If Trump’s goal is to improve America’s safety and stability in a chaotic world, he’s going about it all wrong by proposing only an increase in military spending. And he fatally compounds his error by paying for this expansion through cuts in non-military international programs. His massive proposed cuts to the State Department would effectively withdraw America from the world. In Trump’s version of the world, America would roll up its global presence and retreat behind a great big wall, hoping and praying that the world’s developing instability would stay away, like the young boy keeping his feet up on his bed to avoid the monsters underneath. Turning our back on the world would invite more crises and instability, all of it eventually landing on our shores no matter how high we build that wall.

We have the mightiest military in the world ― as we should.

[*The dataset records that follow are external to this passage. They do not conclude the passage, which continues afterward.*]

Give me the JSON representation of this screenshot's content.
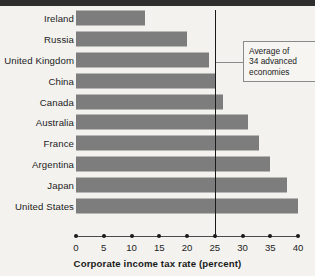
{
  "chart_data": {
    "type": "bar",
    "orientation": "horizontal",
    "title": "",
    "xlabel": "Corporate income tax rate (percent)",
    "ylabel": "",
    "xlim": [
      0,
      40
    ],
    "xticks": [
      0,
      5,
      10,
      15,
      20,
      25,
      30,
      35,
      40
    ],
    "xtick_labels": [
      "0",
      "5",
      "10",
      "15",
      "20",
      "25",
      "30",
      "35",
      "40"
    ],
    "grid": false,
    "legend": null,
    "categories": [
      "Ireland",
      "Russia",
      "United Kingdom",
      "China",
      "Canada",
      "Australia",
      "France",
      "Argentina",
      "Japan",
      "United States"
    ],
    "values": [
      12.5,
      20,
      24,
      25,
      26.5,
      31,
      33,
      35,
      38,
      40
    ],
    "bar_color": "#7d7d7d",
    "annotations": [
      {
        "name": "average-line",
        "text": "Average of 34 advanced economies",
        "lines": [
          "Average of",
          "34 advanced",
          "economies"
        ],
        "value": 25,
        "line_color": "#1a1a1a"
      }
    ]
  },
  "axis": {
    "title": "Corporate income tax rate (percent)"
  },
  "callout": {
    "line1": "Average of",
    "line2": "34 advanced",
    "line3": "economies"
  }
}
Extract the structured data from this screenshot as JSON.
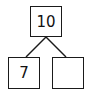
{
  "diagram": {
    "type": "number-bond",
    "whole": {
      "value": "10"
    },
    "parts": [
      {
        "value": "7"
      },
      {
        "value": ""
      }
    ],
    "colors": {
      "stroke": "#1a1a1a",
      "text": "#111111",
      "background": "#ffffff"
    }
  }
}
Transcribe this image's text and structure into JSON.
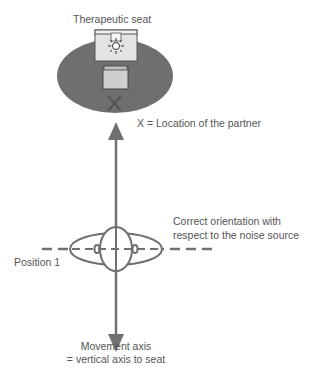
{
  "title": "Therapeutic seat",
  "partner_label": "X = Location of the partner",
  "partner_marker": "X",
  "orientation_label_line1": "Correct orientation with",
  "orientation_label_line2": "respect to the noise source",
  "position_label": "Position 1",
  "axis_label_line1": "Movement axis",
  "axis_label_line2": "= vertical axis to seat",
  "icons": {
    "seat": "seat-icon",
    "lamp": "lamp-sun-icon",
    "head": "head-top-view-icon"
  },
  "colors": {
    "ellipse_fill": "#6f6f6f",
    "line": "#707070",
    "text": "#555555",
    "seat_fill": "#d8d8d8"
  }
}
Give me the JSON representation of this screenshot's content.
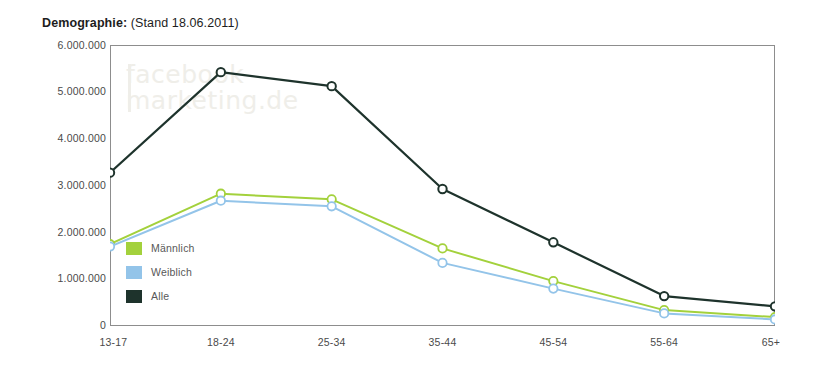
{
  "chart_title": {
    "bold_part": "Demographie:",
    "rest": " (Stand 18.06.2011)"
  },
  "watermark": {
    "line1": "facebook",
    "line2": "marketing.de"
  },
  "legend": {
    "items": [
      {
        "label": "Männlich",
        "color": "#a3d13c",
        "name": "legend-maennlich"
      },
      {
        "label": "Weiblich",
        "color": "#93c4e9",
        "name": "legend-weiblich"
      },
      {
        "label": "Alle",
        "color": "#1e332c",
        "name": "legend-alle"
      }
    ]
  },
  "chart_data": {
    "type": "line",
    "title": "Demographie: (Stand 18.06.2011)",
    "xlabel": "",
    "ylabel": "",
    "categories": [
      "13-17",
      "18-24",
      "25-34",
      "35-44",
      "45-54",
      "55-64",
      "65+"
    ],
    "ylim": [
      0,
      6000000
    ],
    "yticks": [
      0,
      1000000,
      2000000,
      3000000,
      4000000,
      5000000,
      6000000
    ],
    "ytick_labels": [
      "0",
      "1.000.000",
      "2.000.000",
      "3.000.000",
      "4.000.000",
      "5.000.000",
      "6.000.000"
    ],
    "grid": false,
    "legend_position": "inside-left",
    "series": [
      {
        "name": "Alle",
        "color": "#1e332c",
        "values": [
          3280000,
          5430000,
          5130000,
          2930000,
          1790000,
          640000,
          420000
        ]
      },
      {
        "name": "Männlich",
        "color": "#a3d13c",
        "values": [
          1750000,
          2830000,
          2710000,
          1660000,
          960000,
          340000,
          190000
        ]
      },
      {
        "name": "Weiblich",
        "color": "#93c4e9",
        "values": [
          1700000,
          2680000,
          2560000,
          1350000,
          800000,
          270000,
          140000
        ]
      }
    ]
  }
}
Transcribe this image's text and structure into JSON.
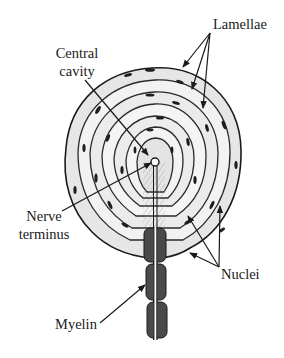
{
  "figure": {
    "labels": {
      "lamellae": "Lamellae",
      "central_cavity_line1": "Central",
      "central_cavity_line2": "cavity",
      "nerve_terminus_line1": "Nerve",
      "nerve_terminus_line2": "terminus",
      "nuclei": "Nuclei",
      "myelin": "Myelin"
    },
    "colors": {
      "ink": "#1a1a1a",
      "shading": "#d9d9d9",
      "myelin_fill": "#4a4a4a",
      "background": "#ffffff"
    }
  }
}
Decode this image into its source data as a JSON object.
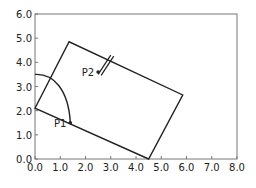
{
  "diagram": {
    "type": "geometry-plot",
    "axes": {
      "xlim": [
        0,
        8
      ],
      "ylim": [
        0,
        6
      ],
      "x_ticks": [
        "0.0",
        "1.0",
        "2.0",
        "3.0",
        "4.0",
        "5.0",
        "6.0",
        "7.0",
        "8.0"
      ],
      "y_ticks": [
        "0.0",
        "1.0",
        "2.0",
        "3.0",
        "4.0",
        "5.0",
        "6.0"
      ]
    },
    "rectangle": {
      "corners": [
        [
          0.0,
          2.1
        ],
        [
          1.35,
          4.85
        ],
        [
          5.85,
          2.65
        ],
        [
          4.5,
          0.0
        ]
      ]
    },
    "arc": {
      "start": [
        0.0,
        3.5
      ],
      "end": [
        1.4,
        1.5
      ]
    },
    "points": [
      {
        "label": "P1",
        "x": 1.4,
        "y": 1.5
      },
      {
        "label": "P2",
        "x": 2.5,
        "y": 3.6
      }
    ],
    "arrow": {
      "from": [
        2.5,
        3.5
      ],
      "to": [
        3.0,
        4.3
      ]
    },
    "colors": {
      "line": "#222222",
      "frame": "#777777",
      "background": "#ffffff"
    }
  }
}
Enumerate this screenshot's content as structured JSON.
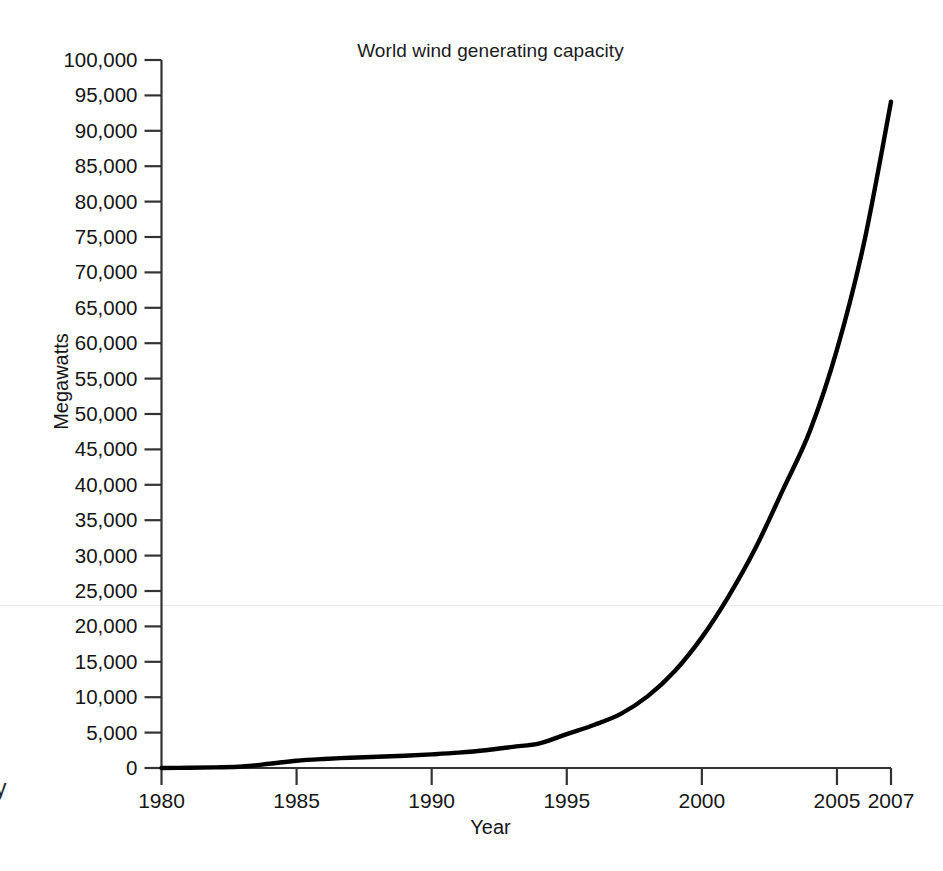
{
  "figure": {
    "title": "World wind generating capacity",
    "background_color": "#ffffff",
    "line_color": "#000000",
    "axis_color": "#333333"
  },
  "axes": {
    "x": {
      "title": "Year",
      "ticks": [
        "1980",
        "1985",
        "1990",
        "1995",
        "2000",
        "2005",
        "2007"
      ],
      "tick_values": [
        1980,
        1985,
        1990,
        1995,
        2000,
        2005,
        2007
      ],
      "range": [
        1980,
        2007
      ]
    },
    "y": {
      "title": "Megawatts",
      "ticks": [
        "0",
        "5,000",
        "10,000",
        "15,000",
        "20,000",
        "25,000",
        "30,000",
        "35,000",
        "40,000",
        "45,000",
        "50,000",
        "55,000",
        "60,000",
        "65,000",
        "70,000",
        "75,000",
        "80,000",
        "85,000",
        "90,000",
        "95,000",
        "100,000"
      ],
      "tick_values": [
        0,
        5000,
        10000,
        15000,
        20000,
        25000,
        30000,
        35000,
        40000,
        45000,
        50000,
        55000,
        60000,
        65000,
        70000,
        75000,
        80000,
        85000,
        90000,
        95000,
        100000
      ],
      "range": [
        0,
        100000
      ]
    }
  },
  "artifacts": {
    "clipped_left_glyph": "y"
  },
  "chart_data": {
    "type": "line",
    "title": "World wind generating capacity",
    "xlabel": "Year",
    "ylabel": "Megawatts",
    "xlim": [
      1980,
      2007
    ],
    "ylim": [
      0,
      100000
    ],
    "grid": false,
    "legend": false,
    "x": [
      1980,
      1981,
      1982,
      1983,
      1984,
      1985,
      1986,
      1987,
      1988,
      1989,
      1990,
      1991,
      1992,
      1993,
      1994,
      1995,
      1996,
      1997,
      1998,
      1999,
      2000,
      2001,
      2002,
      2003,
      2004,
      2005,
      2006,
      2007
    ],
    "series": [
      {
        "name": "World wind generating capacity",
        "values": [
          10,
          25,
          90,
          210,
          600,
          1020,
          1270,
          1450,
          1580,
          1730,
          1930,
          2170,
          2510,
          2990,
          3490,
          4780,
          6070,
          7640,
          10150,
          13700,
          18450,
          24320,
          31180,
          39290,
          47620,
          59090,
          74150,
          94100
        ]
      }
    ]
  }
}
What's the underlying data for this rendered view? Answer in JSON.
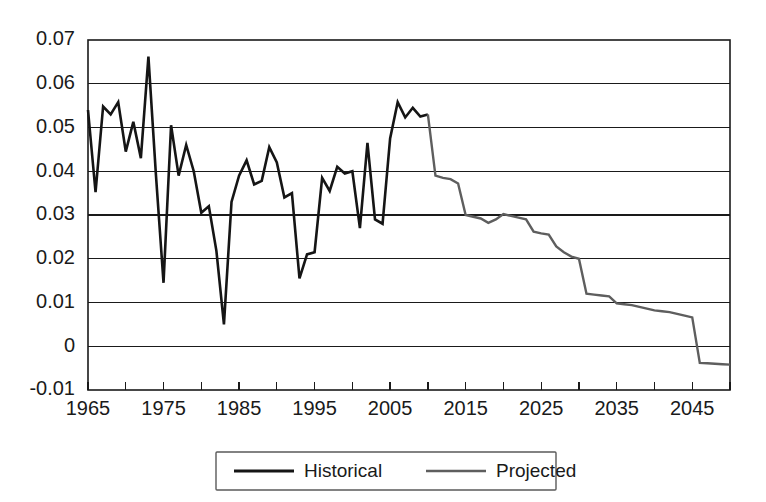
{
  "chart_data": {
    "type": "line",
    "title": "",
    "subtitle": "",
    "xlabel": "",
    "ylabel": "",
    "xlim": [
      1965,
      2050
    ],
    "ylim": [
      -0.01,
      0.07
    ],
    "grid": true,
    "grid_axis": "y",
    "legend_position": "bottom-center",
    "y_ticks": [
      -0.01,
      0,
      0.01,
      0.02,
      0.03,
      0.04,
      0.05,
      0.06,
      0.07
    ],
    "y_tick_labels": [
      "-0.01",
      "0",
      "0.01",
      "0.02",
      "0.03",
      "0.04",
      "0.05",
      "0.06",
      "0.07"
    ],
    "x_ticks": [
      1965,
      1970,
      1975,
      1980,
      1985,
      1990,
      1995,
      2000,
      2005,
      2010,
      2015,
      2020,
      2025,
      2030,
      2035,
      2040,
      2045,
      2050
    ],
    "x_tick_labels_major": [
      "1965",
      "1975",
      "1985",
      "1995",
      "2005",
      "2015",
      "2025",
      "2035",
      "2045"
    ],
    "x_ticks_major": [
      1965,
      1975,
      1985,
      1995,
      2005,
      2015,
      2025,
      2035,
      2045
    ],
    "series": [
      {
        "name": "Historical",
        "color": "#151515",
        "width": 2.6,
        "x": [
          1965,
          1966,
          1967,
          1968,
          1969,
          1970,
          1971,
          1972,
          1973,
          1974,
          1975,
          1976,
          1977,
          1978,
          1979,
          1980,
          1981,
          1982,
          1983,
          1984,
          1985,
          1986,
          1987,
          1988,
          1989,
          1990,
          1991,
          1992,
          1993,
          1994,
          1995,
          1996,
          1997,
          1998,
          1999,
          2000,
          2001,
          2002,
          2003,
          2004,
          2005,
          2006,
          2007,
          2008,
          2009,
          2010
        ],
        "values": [
          0.054,
          0.0352,
          0.0548,
          0.053,
          0.0558,
          0.0445,
          0.0513,
          0.043,
          0.0662,
          0.039,
          0.0145,
          0.0505,
          0.039,
          0.046,
          0.04,
          0.0305,
          0.032,
          0.0218,
          0.005,
          0.033,
          0.039,
          0.0425,
          0.037,
          0.0378,
          0.0455,
          0.042,
          0.034,
          0.035,
          0.0155,
          0.021,
          0.0215,
          0.0385,
          0.0355,
          0.041,
          0.0395,
          0.04,
          0.027,
          0.0465,
          0.029,
          0.028,
          0.0475,
          0.0558,
          0.0523,
          0.0545,
          0.0525,
          0.053
        ]
      },
      {
        "name": "Projected",
        "color": "#5e5e5e",
        "width": 2.4,
        "x": [
          2010,
          2011,
          2012,
          2013,
          2014,
          2015,
          2016,
          2017,
          2018,
          2019,
          2020,
          2021,
          2022,
          2023,
          2024,
          2025,
          2026,
          2027,
          2028,
          2029,
          2030,
          2031,
          2032,
          2033,
          2034,
          2035,
          2036,
          2037,
          2038,
          2039,
          2040,
          2041,
          2042,
          2043,
          2044,
          2045,
          2046,
          2047,
          2048,
          2049,
          2050
        ],
        "values": [
          0.053,
          0.039,
          0.0385,
          0.0382,
          0.0372,
          0.03,
          0.0296,
          0.0292,
          0.0282,
          0.029,
          0.0302,
          0.0298,
          0.0294,
          0.029,
          0.0262,
          0.0258,
          0.0255,
          0.0228,
          0.0215,
          0.0205,
          0.02,
          0.012,
          0.0118,
          0.0116,
          0.0114,
          0.0098,
          0.0096,
          0.0094,
          0.009,
          0.0086,
          0.0082,
          0.008,
          0.0078,
          0.0074,
          0.007,
          0.0066,
          -0.0038,
          -0.0039,
          -0.004,
          -0.0041,
          -0.0042
        ]
      }
    ]
  },
  "legend": {
    "items": [
      {
        "label": "Historical",
        "color": "#151515",
        "width": 2.8
      },
      {
        "label": "Projected",
        "color": "#5e5e5e",
        "width": 2.4
      }
    ]
  }
}
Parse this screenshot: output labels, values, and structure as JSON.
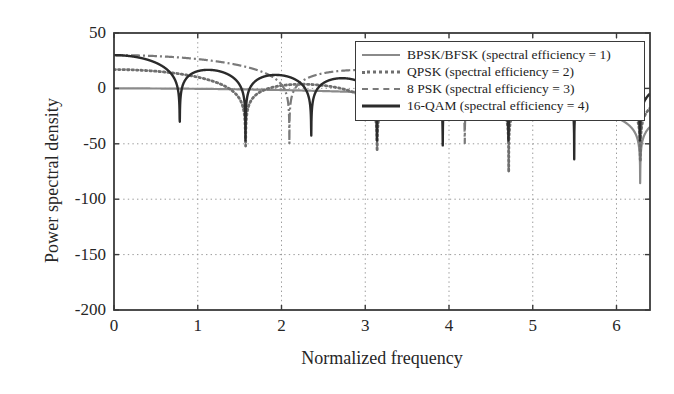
{
  "chart_data": {
    "type": "line",
    "title": "",
    "xlabel": "Normalized frequency",
    "ylabel": "Power spectral density",
    "xlim": [
      0,
      6.4
    ],
    "ylim": [
      -200,
      50
    ],
    "xticks": [
      "0",
      "1",
      "2",
      "3",
      "4",
      "5",
      "6"
    ],
    "xtick_values": [
      0,
      1,
      2,
      3,
      4,
      5,
      6
    ],
    "yticks": [
      "50",
      "0",
      "-50",
      "-100",
      "-150",
      "-200"
    ],
    "ytick_values": [
      50,
      0,
      -50,
      -100,
      -150,
      -200
    ],
    "grid": true,
    "grid_style": "dotted",
    "legend_position": "upper right",
    "series": [
      {
        "name": "BPSK/BFSK (spectral efficiency = 1)",
        "efficiency": 1,
        "style": "solid",
        "color": "#8a8a8a",
        "null_spacing": 6.283,
        "peak_db": 0,
        "x": [
          0,
          0.2,
          0.4,
          0.6,
          0.8,
          1.0,
          1.2,
          1.4,
          1.6,
          1.8,
          2.0,
          2.2,
          2.4,
          2.6,
          2.8,
          3.0,
          3.2,
          3.4,
          3.6,
          3.8,
          4.0,
          4.2,
          4.4,
          4.6,
          4.8,
          5.0,
          5.2,
          5.4,
          5.6,
          5.8,
          6.0,
          6.2,
          6.28
        ],
        "y": [
          0,
          -0.3,
          -1.2,
          -2.7,
          -4.9,
          -7.7,
          -11.2,
          -15.5,
          -20.6,
          -26.9,
          -34.6,
          -44.5,
          -57.9,
          -78.8,
          -97.0,
          -82.2,
          -73.5,
          -69.0,
          -66.0,
          -64.0,
          -62.6,
          -61.8,
          -61.5,
          -61.8,
          -62.6,
          -64.0,
          -66.0,
          -69.0,
          -73.5,
          -82.2,
          -97.0,
          -140.0,
          -200.0
        ]
      },
      {
        "name": "QPSK (spectral efficiency = 2)",
        "efficiency": 2,
        "style": "dotted",
        "color": "#6f6f6f",
        "null_spacing": 1.571,
        "peak_db": 17,
        "x": [
          0,
          0.2,
          0.4,
          0.6,
          0.8,
          1.0,
          1.2,
          1.4,
          1.571,
          1.8,
          2.0,
          2.2,
          2.36,
          2.6,
          2.8,
          3.0,
          3.142,
          3.4,
          3.6,
          3.8,
          4.0,
          4.2,
          4.4,
          4.712,
          5.0,
          5.2,
          5.5,
          5.8,
          6.0,
          6.283
        ],
        "y": [
          17,
          16.4,
          13.8,
          8.4,
          -0.6,
          -14.5,
          -36.0,
          -78.0,
          -200,
          -74.0,
          -56.0,
          -48.0,
          -46.5,
          -50.0,
          -60.0,
          -84.0,
          -200,
          -86.0,
          -73.0,
          -69.0,
          -70.0,
          -78.0,
          -96.0,
          -200,
          -95.0,
          -86.0,
          -88.0,
          -105.0,
          -128.0,
          -200
        ]
      },
      {
        "name": "8 PSK (spectral efficiency = 3)",
        "efficiency": 3,
        "style": "dashdot",
        "color": "#7a7a7a",
        "null_spacing": 2.094,
        "peak_db": 30,
        "x": [
          0,
          0.2,
          0.4,
          0.6,
          0.8,
          1.0,
          1.047,
          1.2,
          1.4,
          1.6,
          1.8,
          2.0,
          2.094,
          2.3,
          2.5,
          2.8,
          3.0,
          3.142,
          3.4,
          3.7,
          4.0,
          4.189,
          4.5,
          4.7,
          5.0,
          5.236,
          5.5,
          5.8,
          6.0,
          6.283
        ],
        "y": [
          30,
          28.6,
          23.4,
          13.6,
          -2.5,
          -34.0,
          -200,
          -52.0,
          -39.0,
          -35.5,
          -38.0,
          -52.0,
          -200,
          -62.0,
          -88.0,
          -120.0,
          -150.0,
          -200,
          -105.0,
          -86.0,
          -82.0,
          -200,
          -84.0,
          -82.0,
          -96.0,
          -200,
          -104.0,
          -94.0,
          -92.0,
          -97.0
        ]
      },
      {
        "name": "16-QAM (spectral efficiency = 4)",
        "efficiency": 4,
        "style": "solid",
        "color": "#2b2b2b",
        "null_spacing": 0.785,
        "peak_db": 30,
        "x": [
          0,
          0.2,
          0.4,
          0.6,
          0.785,
          1.0,
          1.1,
          1.3,
          1.571,
          1.8,
          1.95,
          2.1,
          2.356,
          2.6,
          2.75,
          2.9,
          3.142,
          3.35,
          3.55,
          3.75,
          3.927,
          4.1,
          4.3,
          4.5,
          4.712,
          4.9,
          5.1,
          5.3,
          5.498,
          5.65,
          5.85,
          6.05,
          6.283
        ],
        "y": [
          30,
          26.0,
          13.0,
          -14.0,
          -200,
          -42.0,
          -30.5,
          -36.0,
          -200,
          -58.0,
          -51.5,
          -58.0,
          -200,
          -70.0,
          -63.0,
          -70.0,
          -200,
          -80.0,
          -74.0,
          -80.0,
          -200,
          -88.0,
          -82.0,
          -88.0,
          -200,
          -95.0,
          -90.0,
          -95.0,
          -200,
          -100.0,
          -95.0,
          -102.0,
          -200
        ]
      }
    ]
  },
  "axes": {
    "y_axis_label": "Power spectral density",
    "x_axis_label": "Normalized frequency"
  }
}
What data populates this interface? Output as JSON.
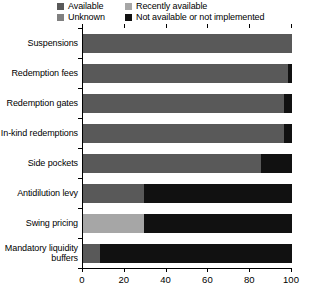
{
  "chart_data": {
    "type": "bar",
    "orientation": "horizontal",
    "stacked": true,
    "title": "",
    "subtitle": "",
    "xlabel": "",
    "ylabel": "",
    "xlim": [
      0,
      100
    ],
    "xticks": [
      0,
      20,
      40,
      60,
      80,
      100
    ],
    "xtick_labels": [
      "0",
      "20",
      "40",
      "60",
      "80",
      "100"
    ],
    "grid": false,
    "legend_position": "top",
    "categories": [
      "Suspensions",
      "Redemption fees",
      "Redemption gates",
      "In-kind redemptions",
      "Side pockets",
      "Antidilution levy",
      "Swing pricing",
      "Mandatory liquidity\nbuffers"
    ],
    "series": [
      {
        "name": "Available",
        "color": "#595959",
        "values": [
          100,
          98,
          96,
          96,
          85,
          29,
          0,
          8
        ]
      },
      {
        "name": "Recently available",
        "color": "#a6a6a6",
        "values": [
          0,
          0,
          0,
          0,
          0,
          0,
          29,
          0
        ]
      },
      {
        "name": "Unknown",
        "color": "#808080",
        "values": [
          0,
          0,
          0,
          0,
          0,
          0,
          0,
          0
        ]
      },
      {
        "name": "Not available or not implemented",
        "color": "#111111",
        "values": [
          0,
          2,
          4,
          4,
          15,
          71,
          71,
          92
        ]
      }
    ]
  },
  "legend": {
    "entries": [
      {
        "label": "Available",
        "color": "#595959"
      },
      {
        "label": "Recently available",
        "color": "#a6a6a6"
      },
      {
        "label": "Unknown",
        "color": "#808080"
      },
      {
        "label": "Not available or not implemented",
        "color": "#111111"
      }
    ]
  }
}
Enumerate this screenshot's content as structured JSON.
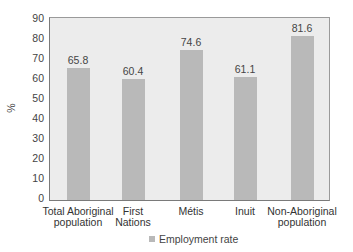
{
  "chart_data": {
    "type": "bar",
    "title": "",
    "xlabel": "",
    "ylabel": "%",
    "ylim": [
      0,
      90
    ],
    "yticks": [
      0,
      10,
      20,
      30,
      40,
      50,
      60,
      70,
      80,
      90
    ],
    "grid": false,
    "legend_position": "bottom",
    "categories": [
      "Total Aboriginal population",
      "First Nations",
      "Métis",
      "Inuit",
      "Non-Aboriginal population"
    ],
    "category_lines": [
      [
        "Total Aboriginal",
        "population"
      ],
      [
        "First",
        "Nations"
      ],
      [
        "Métis",
        ""
      ],
      [
        "Inuit",
        ""
      ],
      [
        "Non-Aboriginal",
        "population"
      ]
    ],
    "series": [
      {
        "name": "Employment rate",
        "values": [
          65.8,
          60.4,
          74.6,
          61.1,
          81.6
        ],
        "labels": [
          "65.8",
          "60.4",
          "74.6",
          "61.1",
          "81.6"
        ],
        "color": "#b9b9b9"
      }
    ]
  },
  "colors": {
    "bar": "#b9b9b9",
    "plot_background": "#ececec",
    "axis": "#7a7a7a"
  }
}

Peace does come, in great part, through the projection of military strength. But our adversaries have adapted to the post-Cold War world in which America is an uncontested military power. Russia and Iran and Sunni extremist groups decided that could not beat us with conventional military power, so they developed new tactics and tools to grow their influence and harm our interests.

Trump’s budget is completely blind to this reality. It’s as if our president has been asleep for the last fifteen years. A massive expansion of military spending at the expense of all our other policy tools would be an epic disaster. Republicans and Democrats in Congress alike know it to be true, and we should unite to stamp out this dangerous proposal, and start thinking about a comprehensive approach, using military and non-military tools, to protect America from a diverse and diffuse array of global dangers.